The Court’s emphasis on use in commerce is inconsistent with its interpretations of the extraterritorial reach of other statutes. When the focus of a statute’s provision is not conduct, such as with the Lanham Act, the Court has not required domestic conduct for extraterritorial application.31 Oftentimes, a statute’s focus is related to, but not defined by, the conduct described therein.32 In other words, extraterritoriality should not turn on just any conduct expressed in a statute; it should turn on whether the conduct expressed implicates the statute’s focus. For example, in analyzing the Racketeer Influenced and Corrupt Organizations Act (“RICO”), the Court found the statute’s focus demanded a “domestic injury to business or property” for extraterritorial application.33 The Court’s holding turned on that focus, despite language referencing conduct of an “‘enterprise’ . . . controlled, operated, or funded by a ‘pattern of racketeering activity.’”34 This is similar to the Lanham Act, where use in commerce is a form of conduct expressed in the statute, but the likelihood of confusion injury is the statute’s true focus.35 Due to the fact that not all conduct implicates a statute’s focus, the Court has previously explicitly rejected the notion that domestic conduct is a dispositive component of its two-step analysis for extraterritoriality questions.36 Conduct, when relevant, is the inevitable byproduct of a statute’s focus.37 By failing to consider consumer confusion in its analysis of the Lanham Act, the Court truncated a meaningful part of the statute itself. In the same move, the Court also distorted the statute’s focus.

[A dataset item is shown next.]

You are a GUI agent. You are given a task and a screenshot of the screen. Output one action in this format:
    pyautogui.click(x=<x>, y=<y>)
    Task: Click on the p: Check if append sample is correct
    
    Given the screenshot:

Likelihood of confusion is not only more faithful to the statute’s text and the Court’s precedent, but also to the Lanham Act’s purpose. Trademark is a distinct fragment of the intellectual property law mosaic in that infringement is established not through an individual’s action, but through a consumer’s reaction.38 While the Abitron majority’s “use in commerce” conduct test aligns with certain areas of law determined by specific conduct—such as copyright—it does not comport with trademark, where the contours of liability are defined by the “harm.”39 This is why, prior to the Abitron decision, circuit courts either considered or centered their extraterritoriality analysis on the effects on commerce, not sheer conduct.40 As the Ninth Circuit previously held, “the extraterritorial coverage of the Lanham Act should be gauged not so much by the locus of the activity . . . as by the nature of its effect on that commerce . . . .”41 These courts understood the premise that trademark infringement cannot be understood solely in terms of conduct.

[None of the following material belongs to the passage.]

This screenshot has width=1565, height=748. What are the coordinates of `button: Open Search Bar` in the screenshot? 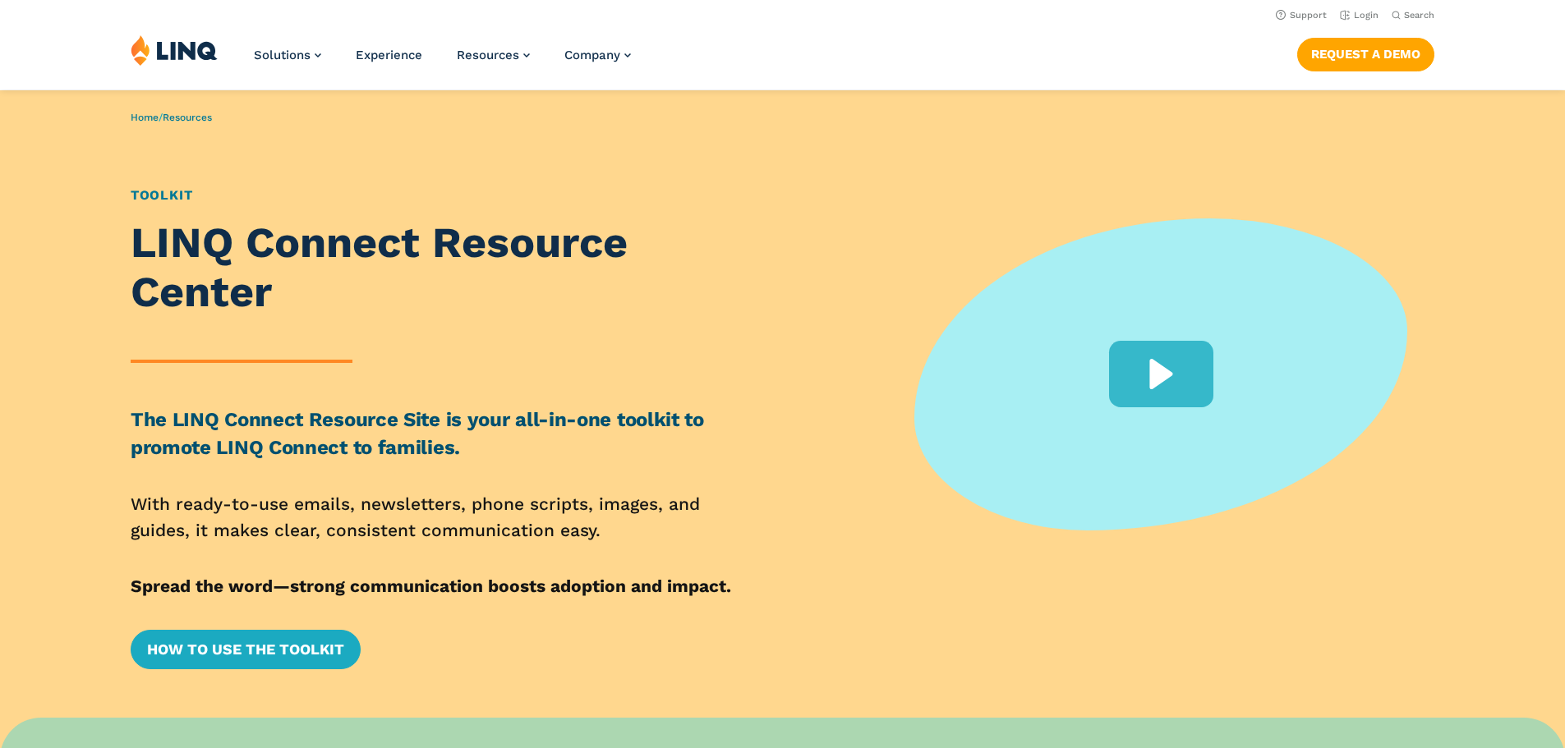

Beyond the text, precedent, and purpose, the Court’s “use in commerce” approach will also inevitably be under-inclusive of the harm suffered from a trademark infringement. The Court’s approach unmoors liability from harm by solely focusing on conduct. Under the use in commerce test, to use Justice Ketanji Brown Jackson’s analogy, a manufacturer would have license to manufacture millions of infringing “Coache” handbags in Europe without triggering the Lanham Act, even if those bags’ ultimate destination was the United States, or if only U.S. consumers bought them abroad.42 This leaves plaintiffs adrift when they experience the very type of infringement the Lanham Act is meant to protect against, simply because the infringement took place abroad. The Court’s use in commerce approach also encourages a form of liability engineering wherein an infringer can confuse consumers in U.S. markets with impunity so long as it keeps its sales offshore.43 In an increasingly globalized market, it is important for courts to preserve the tether between the domestic impact of trademark infringement and international actions. Justice Sonia Sotomayor pointedly addressed this potential for bad actors in her Abitron concurrence, although she then undermined her argument’s importance by trying to fit the reasoning into a neater, stare decisis-friendly box.44 Ultimately, the Court had more than enough justification from the text, history, and purpose of the Lanham Act to find that the crux of extraterritorial application should be likelihood of confusion, not domestic use.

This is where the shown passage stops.